Quote:
Originally Posted by irasela
Hi !!
I'm trying to send myself a mail from my Solaris server, i had tryed with this commands:
mail -s "test"
irasela@yahoo.com < /monitoring/space/bitacora.txt
mailx -s "test"
irasela@yahoo.com < /monitoring/space/bitacora.txt
sendmail -F "test" address "irasela.yahoo.com" -t </monitoring/space/bitacora.txt
No error appear but never the yahoo account never get the mail.
Is there some special service i have to enable to run the mail/mailx/sendmail commands???
What can i do? Thks in advance!!
Best regards
This depends on how your mail is "set up". Do you have an ISP ? Does your "normal" email client connect to a remote server to send and recieve email ? Do you run your own mail server (it doesn't sound like it.)
The easiest way to "band-aid" this would be to get the IP address of the remote machine (at your ISP) you normally use to send email and place it in your /etc/hosts file with the name "mailhost".
The "standard" Sun sendmail.cf (subsidiary.cf) file still contains a "SmartHost" reference to "mailhost" as either the "Smart Relay Host" (Up to Solaris 9), OR as the "FallbackSmartHost" in Solaris 10.
So defining the "mailhost" in /etc/hosts as your REAL mail hub should work.
As an added thought, if you have a "mail hub" (like if you are at work), setting THAT machine to have a CNAME (in DNS) or an alias (in /etc/hosts ) of "mailhost" will direct your Solaris 9 server to send any email to THAT machine. The "mail hub", if it is already setup (properly) will handle any email you send to it, and (barring any SPAM filters) will send out your email as it should be sent.
The BEST answer is to buy the latest "Bat" book, and study the configuration of sendmail by yourself.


Send back the line that contains "Find and bound car." and all lines following it through the end of the data below, exactly, omitting pictures.

***

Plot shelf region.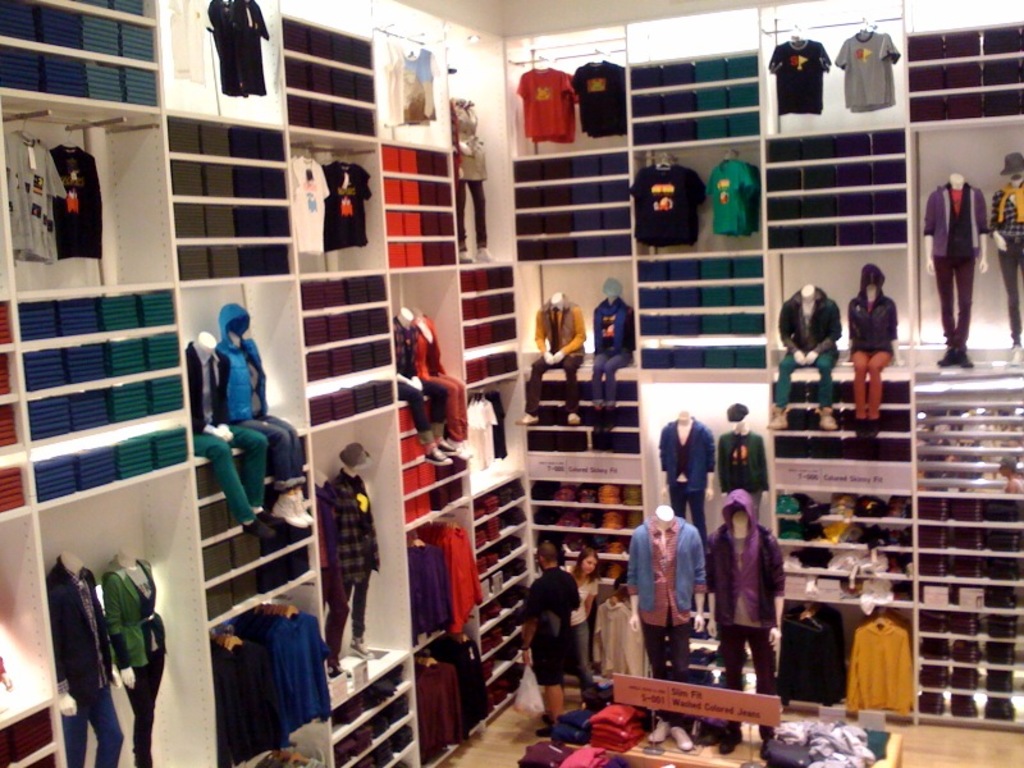
Plotted at pyautogui.locateOnScreen(516, 29, 1023, 723).
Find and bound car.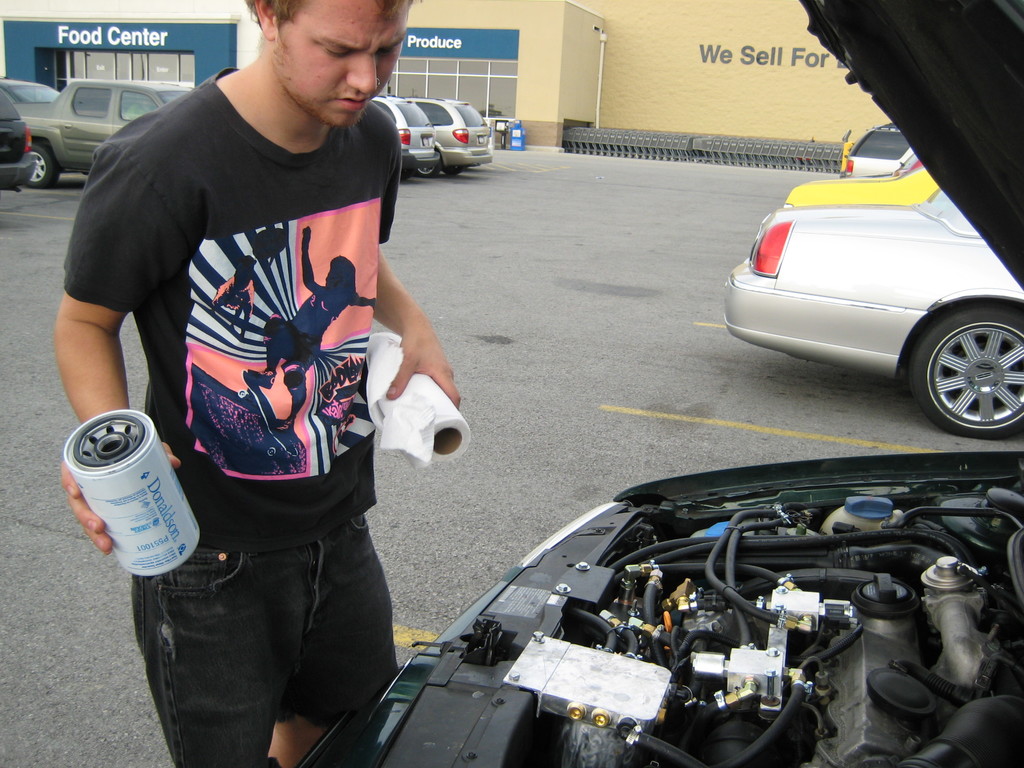
Bound: (419, 97, 502, 177).
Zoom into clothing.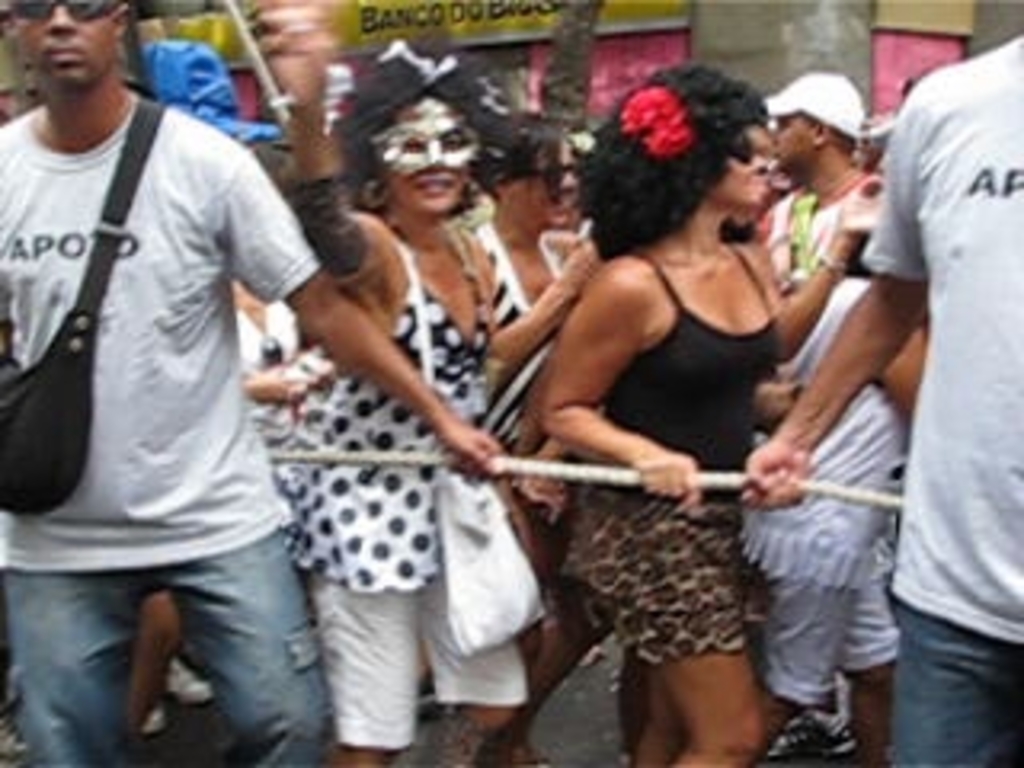
Zoom target: x1=477 y1=211 x2=570 y2=454.
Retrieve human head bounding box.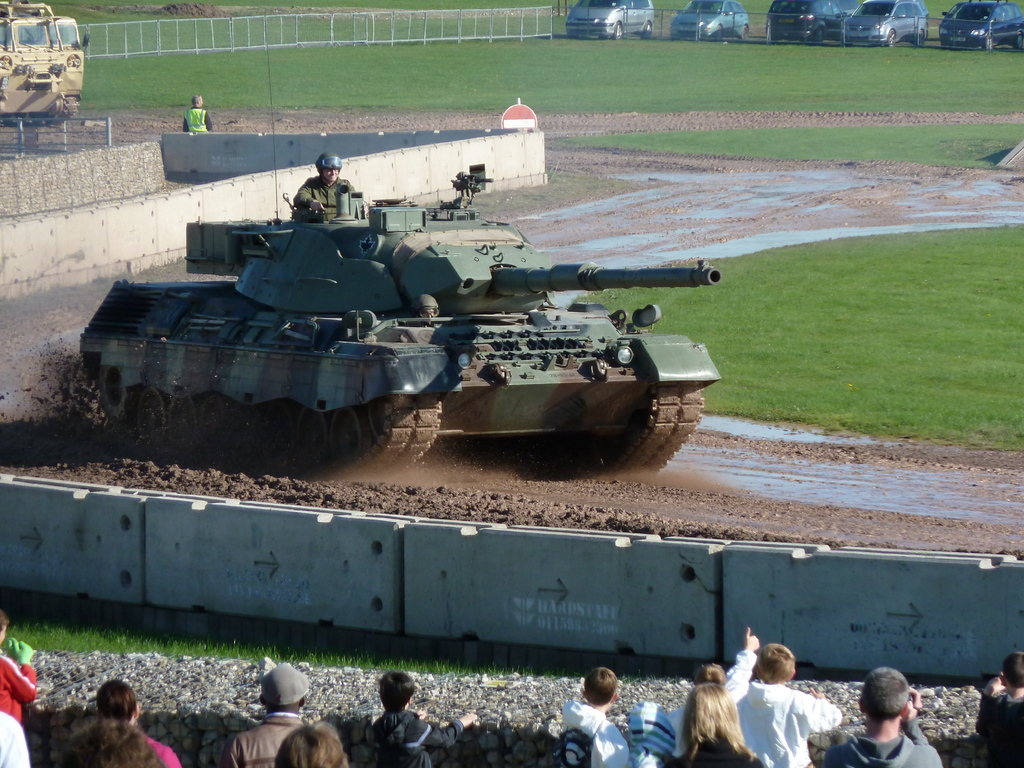
Bounding box: 191 95 205 108.
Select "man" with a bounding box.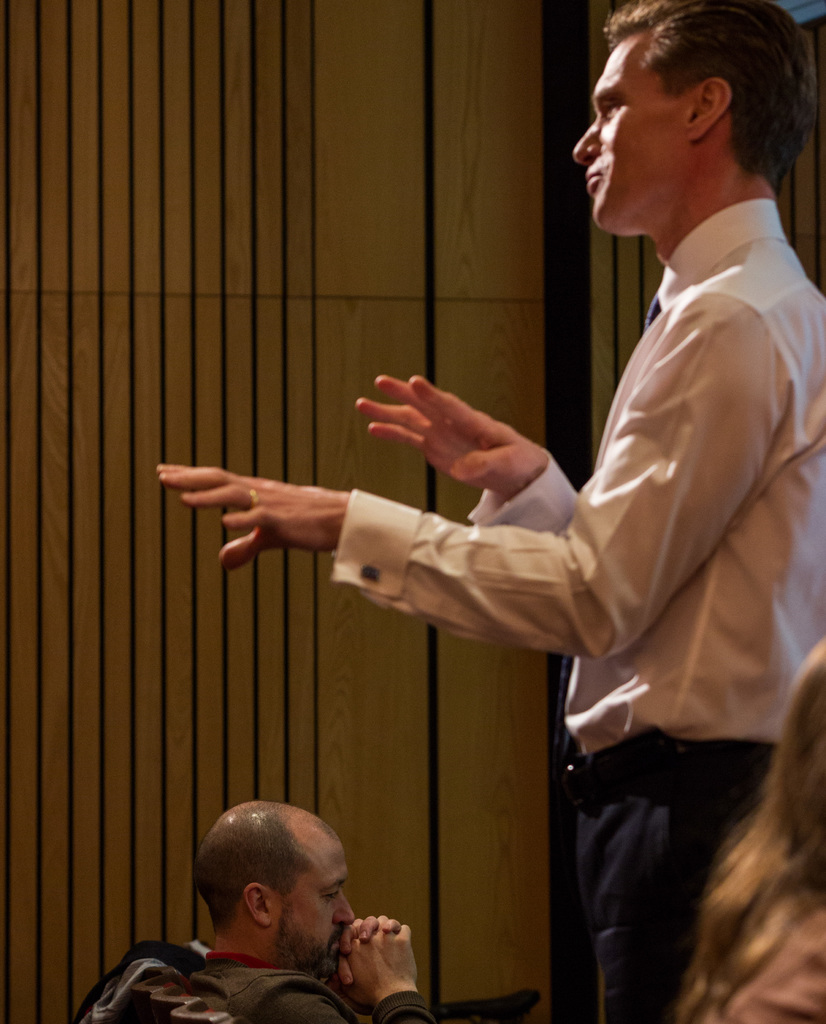
detection(161, 0, 825, 1023).
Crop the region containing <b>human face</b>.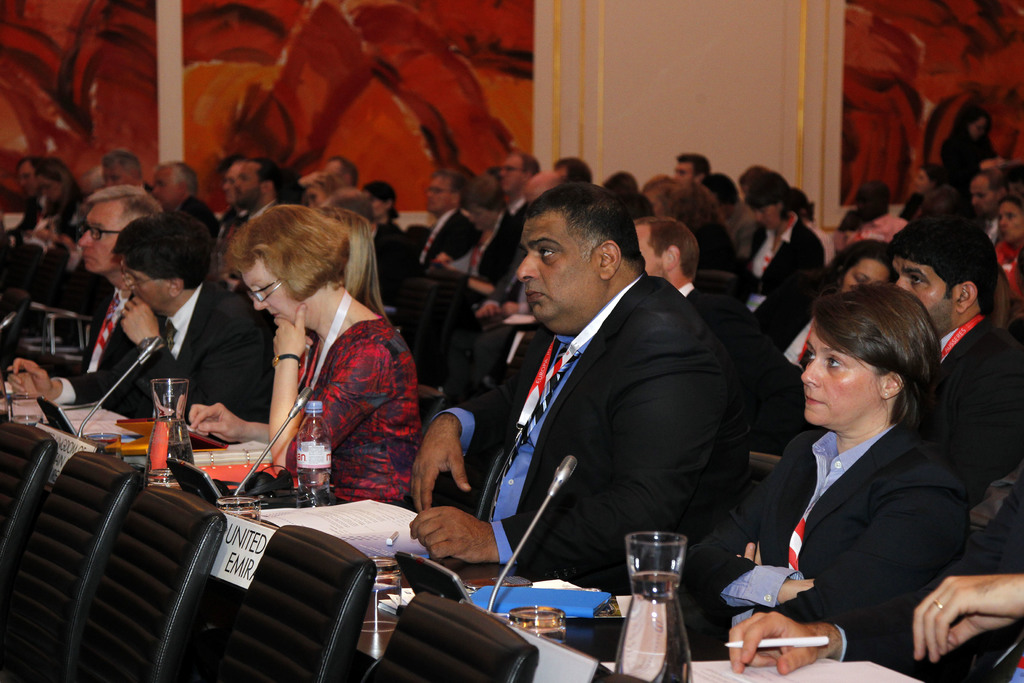
Crop region: (119, 252, 172, 309).
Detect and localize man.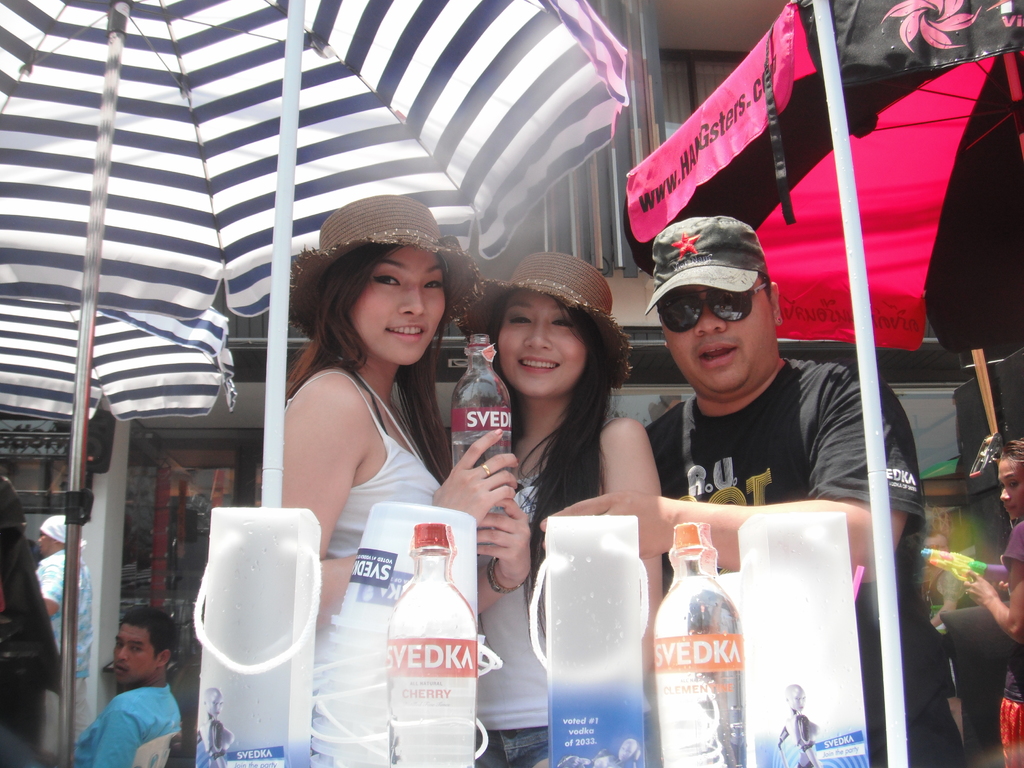
Localized at [left=32, top=511, right=95, bottom=737].
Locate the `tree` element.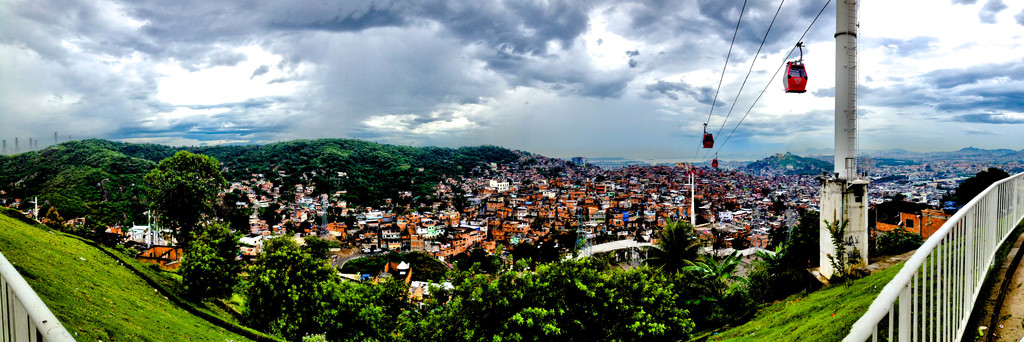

***

__RESPONSE BELOW__.
Find and bound car.
Bound: (419, 97, 502, 177).
Zoom into clothing.
Zoom target: x1=477 y1=211 x2=570 y2=454.
Retrieve human head bounding box.
Bounding box: 191 95 205 108.
Select "man" with a bounding box.
detection(161, 0, 825, 1023).
Crop the region containing <b>human face</b>.
Crop region: (119, 252, 172, 309).
Detect and localize man.
Localized at [left=32, top=511, right=95, bottom=737].
Locate the `tree` element.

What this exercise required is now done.